Chevron offshore installation: prohibition notice: appeal on facts

HEALTH AND SAFETY

Prohibition notices

Appeal

Case HM Inspector of Health & Safety v Chevron North Sea Ltd (2016) Scottish Inner House 29

Facts A prohibition notice was served on Chevron (C ), the operators of an offshore installation. The main access to the installation was by helicopter. Access to the helipad was by stairways which led to staging around the perimeter of the helipad. In April 2013 an HSE inspector visited the installation. He identified significant corrosion on the stairways and served a prohibition notice on the basis that the stairways were unsafe and that their use would involve a risk of serious personal injury.

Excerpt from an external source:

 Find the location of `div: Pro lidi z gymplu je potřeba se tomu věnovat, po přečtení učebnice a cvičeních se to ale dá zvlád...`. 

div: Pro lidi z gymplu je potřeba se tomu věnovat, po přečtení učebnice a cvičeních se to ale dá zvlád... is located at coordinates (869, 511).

The installation manager undertook that remedial work would be carried out immediately and that the stairways would not be used until it was completed. C arranged for the stairways to be taken to Exova for testing. The test concluded that the stairways complied with British Standards. C appealed against the prohibition order. The HSE objected to the admission of the Exova test in evidence. The employment tribunal cancelled the notice. Evidence which had arisen after the notice could be taken into account. The condition of the stairways was not such as to pose a risk of serious personal injury. The HSE appealed to the Scottish Inner House.

Decision 1. The appeal was dismissed.

  1. An appeal against a prohibition notice was not confined to points of law. An appeal on the facts was equally open.

  2. Bearing in mind the effect which a prohibition notice might have on an operator’s business, it would be strange if an operator could not mount a successful appeal based upon the simple contention that whatever the inspector thought at the time based on the information before him, it was now known that the risk did not exist.

  3. This analysis had no bearing upon an inspector’s ability to act in the interests of health and safety when he formed the opinion that a risk existed. The emergence of new material to negate the risk did not in itself invalidate the notice or its effect at the time.